==== MATERIAL FOR THIS EXERCISE ====

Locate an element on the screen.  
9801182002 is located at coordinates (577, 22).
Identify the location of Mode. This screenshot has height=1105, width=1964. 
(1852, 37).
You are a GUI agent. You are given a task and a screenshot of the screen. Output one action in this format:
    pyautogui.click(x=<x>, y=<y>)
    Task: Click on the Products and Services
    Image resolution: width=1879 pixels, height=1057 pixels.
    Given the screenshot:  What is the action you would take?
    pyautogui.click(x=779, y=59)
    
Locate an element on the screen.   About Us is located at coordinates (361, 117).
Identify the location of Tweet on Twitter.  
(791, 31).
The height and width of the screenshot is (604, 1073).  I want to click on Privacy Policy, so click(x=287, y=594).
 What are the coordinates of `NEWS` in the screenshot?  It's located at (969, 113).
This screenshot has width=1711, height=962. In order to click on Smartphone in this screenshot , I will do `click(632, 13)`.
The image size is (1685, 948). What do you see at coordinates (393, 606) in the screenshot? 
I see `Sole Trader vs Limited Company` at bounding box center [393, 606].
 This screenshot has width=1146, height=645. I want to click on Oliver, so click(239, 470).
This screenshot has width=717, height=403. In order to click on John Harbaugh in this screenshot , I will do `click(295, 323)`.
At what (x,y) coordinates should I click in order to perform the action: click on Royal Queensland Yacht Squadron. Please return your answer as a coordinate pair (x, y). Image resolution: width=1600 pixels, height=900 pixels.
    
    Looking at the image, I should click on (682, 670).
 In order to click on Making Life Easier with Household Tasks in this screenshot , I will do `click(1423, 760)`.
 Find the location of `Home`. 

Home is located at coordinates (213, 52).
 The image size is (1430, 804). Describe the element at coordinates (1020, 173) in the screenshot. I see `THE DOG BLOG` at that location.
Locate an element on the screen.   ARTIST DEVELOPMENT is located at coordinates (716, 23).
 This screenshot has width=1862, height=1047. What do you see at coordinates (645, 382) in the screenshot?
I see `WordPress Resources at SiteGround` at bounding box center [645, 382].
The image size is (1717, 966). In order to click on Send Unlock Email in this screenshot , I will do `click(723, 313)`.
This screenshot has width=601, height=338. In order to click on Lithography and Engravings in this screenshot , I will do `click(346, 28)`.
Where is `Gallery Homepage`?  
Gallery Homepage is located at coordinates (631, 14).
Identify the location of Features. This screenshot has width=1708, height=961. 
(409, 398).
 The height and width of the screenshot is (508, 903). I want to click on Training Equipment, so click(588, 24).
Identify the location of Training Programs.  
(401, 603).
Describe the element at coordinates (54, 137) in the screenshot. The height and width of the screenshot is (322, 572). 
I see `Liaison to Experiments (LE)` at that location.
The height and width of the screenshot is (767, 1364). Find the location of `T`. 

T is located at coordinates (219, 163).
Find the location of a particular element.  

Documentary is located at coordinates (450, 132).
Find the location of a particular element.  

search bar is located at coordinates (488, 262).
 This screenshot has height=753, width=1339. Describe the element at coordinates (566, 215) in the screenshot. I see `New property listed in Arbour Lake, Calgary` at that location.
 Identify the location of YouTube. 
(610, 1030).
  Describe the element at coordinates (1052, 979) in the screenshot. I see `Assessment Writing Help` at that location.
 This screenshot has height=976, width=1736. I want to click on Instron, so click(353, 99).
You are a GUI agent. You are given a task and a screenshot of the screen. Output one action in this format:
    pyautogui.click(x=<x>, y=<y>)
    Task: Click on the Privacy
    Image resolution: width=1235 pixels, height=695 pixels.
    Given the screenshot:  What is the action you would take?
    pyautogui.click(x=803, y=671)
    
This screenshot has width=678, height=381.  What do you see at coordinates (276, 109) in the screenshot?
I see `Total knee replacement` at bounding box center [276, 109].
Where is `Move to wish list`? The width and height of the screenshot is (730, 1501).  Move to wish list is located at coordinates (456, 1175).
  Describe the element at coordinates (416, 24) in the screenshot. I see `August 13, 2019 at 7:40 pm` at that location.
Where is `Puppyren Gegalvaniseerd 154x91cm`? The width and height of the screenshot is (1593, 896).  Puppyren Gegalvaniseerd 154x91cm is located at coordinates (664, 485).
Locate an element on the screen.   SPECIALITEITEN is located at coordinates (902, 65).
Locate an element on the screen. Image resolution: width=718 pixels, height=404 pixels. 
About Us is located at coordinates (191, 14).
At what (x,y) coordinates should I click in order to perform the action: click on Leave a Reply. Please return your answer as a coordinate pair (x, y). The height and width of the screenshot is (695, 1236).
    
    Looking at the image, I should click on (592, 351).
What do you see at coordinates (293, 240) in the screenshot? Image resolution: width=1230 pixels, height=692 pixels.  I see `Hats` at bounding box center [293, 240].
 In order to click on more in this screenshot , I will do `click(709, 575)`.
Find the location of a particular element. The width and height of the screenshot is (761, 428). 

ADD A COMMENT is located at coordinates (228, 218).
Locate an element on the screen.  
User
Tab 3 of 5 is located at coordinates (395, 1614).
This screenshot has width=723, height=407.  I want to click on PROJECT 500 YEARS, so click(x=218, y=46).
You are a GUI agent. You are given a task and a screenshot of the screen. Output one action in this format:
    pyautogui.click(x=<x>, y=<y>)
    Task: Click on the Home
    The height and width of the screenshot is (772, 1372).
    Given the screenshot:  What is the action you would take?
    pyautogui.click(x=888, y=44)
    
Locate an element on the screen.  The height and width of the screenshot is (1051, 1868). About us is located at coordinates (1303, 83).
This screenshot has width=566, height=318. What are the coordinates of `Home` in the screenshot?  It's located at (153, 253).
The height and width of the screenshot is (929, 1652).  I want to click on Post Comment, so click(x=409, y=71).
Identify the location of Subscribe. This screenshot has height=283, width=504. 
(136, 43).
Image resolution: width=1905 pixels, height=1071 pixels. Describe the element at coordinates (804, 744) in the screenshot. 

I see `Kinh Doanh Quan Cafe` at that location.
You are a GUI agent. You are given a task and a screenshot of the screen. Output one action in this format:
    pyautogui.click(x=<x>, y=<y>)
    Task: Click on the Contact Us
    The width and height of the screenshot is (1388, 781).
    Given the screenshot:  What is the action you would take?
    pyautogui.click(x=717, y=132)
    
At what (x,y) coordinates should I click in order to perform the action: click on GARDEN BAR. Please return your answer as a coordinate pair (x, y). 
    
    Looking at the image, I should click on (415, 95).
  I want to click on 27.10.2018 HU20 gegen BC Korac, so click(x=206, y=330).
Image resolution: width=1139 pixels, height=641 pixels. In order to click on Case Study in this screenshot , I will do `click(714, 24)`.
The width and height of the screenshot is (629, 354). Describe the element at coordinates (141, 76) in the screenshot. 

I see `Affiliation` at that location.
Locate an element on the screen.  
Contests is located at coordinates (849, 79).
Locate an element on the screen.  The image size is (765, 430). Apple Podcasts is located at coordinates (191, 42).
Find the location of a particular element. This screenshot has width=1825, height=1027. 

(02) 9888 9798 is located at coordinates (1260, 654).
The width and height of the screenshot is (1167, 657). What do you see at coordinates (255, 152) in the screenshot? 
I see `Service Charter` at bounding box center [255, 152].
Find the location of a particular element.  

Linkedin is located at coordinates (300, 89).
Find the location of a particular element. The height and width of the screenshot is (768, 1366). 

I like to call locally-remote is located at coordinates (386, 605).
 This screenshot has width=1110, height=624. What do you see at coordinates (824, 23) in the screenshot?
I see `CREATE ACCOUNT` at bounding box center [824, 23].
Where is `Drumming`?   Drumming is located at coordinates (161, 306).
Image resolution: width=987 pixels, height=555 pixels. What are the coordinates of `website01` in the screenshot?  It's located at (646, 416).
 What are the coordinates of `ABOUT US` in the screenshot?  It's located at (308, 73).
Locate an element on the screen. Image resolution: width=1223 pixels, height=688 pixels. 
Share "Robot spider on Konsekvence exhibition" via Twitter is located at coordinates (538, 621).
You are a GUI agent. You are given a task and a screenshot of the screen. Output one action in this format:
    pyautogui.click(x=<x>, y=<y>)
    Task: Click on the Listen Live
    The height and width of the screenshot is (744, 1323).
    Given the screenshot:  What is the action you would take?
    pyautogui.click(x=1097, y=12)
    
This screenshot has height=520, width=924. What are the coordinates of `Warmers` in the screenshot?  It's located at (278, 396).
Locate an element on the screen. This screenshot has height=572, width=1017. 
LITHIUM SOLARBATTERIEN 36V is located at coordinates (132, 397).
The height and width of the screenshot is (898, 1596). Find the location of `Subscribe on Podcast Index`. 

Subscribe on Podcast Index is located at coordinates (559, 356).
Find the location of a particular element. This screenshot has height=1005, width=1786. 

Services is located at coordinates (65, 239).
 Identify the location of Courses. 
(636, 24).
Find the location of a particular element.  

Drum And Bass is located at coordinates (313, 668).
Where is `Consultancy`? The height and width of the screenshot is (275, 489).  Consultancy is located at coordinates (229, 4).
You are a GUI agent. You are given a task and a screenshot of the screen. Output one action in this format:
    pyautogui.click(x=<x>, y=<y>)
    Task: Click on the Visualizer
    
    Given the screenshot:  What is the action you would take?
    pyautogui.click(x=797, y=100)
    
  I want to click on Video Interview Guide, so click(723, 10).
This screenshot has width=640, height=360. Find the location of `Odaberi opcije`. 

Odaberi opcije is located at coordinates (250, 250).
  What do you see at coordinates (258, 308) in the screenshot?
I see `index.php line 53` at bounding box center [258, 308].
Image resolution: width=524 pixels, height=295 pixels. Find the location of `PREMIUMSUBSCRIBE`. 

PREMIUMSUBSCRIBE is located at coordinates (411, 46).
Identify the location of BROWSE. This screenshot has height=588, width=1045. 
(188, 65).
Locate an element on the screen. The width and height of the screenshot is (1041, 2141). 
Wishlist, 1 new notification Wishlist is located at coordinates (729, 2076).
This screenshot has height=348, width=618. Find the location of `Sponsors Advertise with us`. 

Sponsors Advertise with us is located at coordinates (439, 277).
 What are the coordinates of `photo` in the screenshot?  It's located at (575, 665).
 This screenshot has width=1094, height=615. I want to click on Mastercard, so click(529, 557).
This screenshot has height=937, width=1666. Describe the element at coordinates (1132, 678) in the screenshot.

====

EXERCISE GOAL: Send back exactly the lines from the line with "Identify the location of BROWSE." through the end of the records.

REPLY:
Identify the location of BROWSE. This screenshot has height=588, width=1045. 
(188, 65).
Locate an element on the screen. The width and height of the screenshot is (1041, 2141). 
Wishlist, 1 new notification Wishlist is located at coordinates (729, 2076).
This screenshot has height=348, width=618. Find the location of `Sponsors Advertise with us`. 

Sponsors Advertise with us is located at coordinates (439, 277).
 What are the coordinates of `photo` in the screenshot?  It's located at (575, 665).
 This screenshot has width=1094, height=615. I want to click on Mastercard, so click(529, 557).
This screenshot has height=937, width=1666. Describe the element at coordinates (1132, 678) in the screenshot.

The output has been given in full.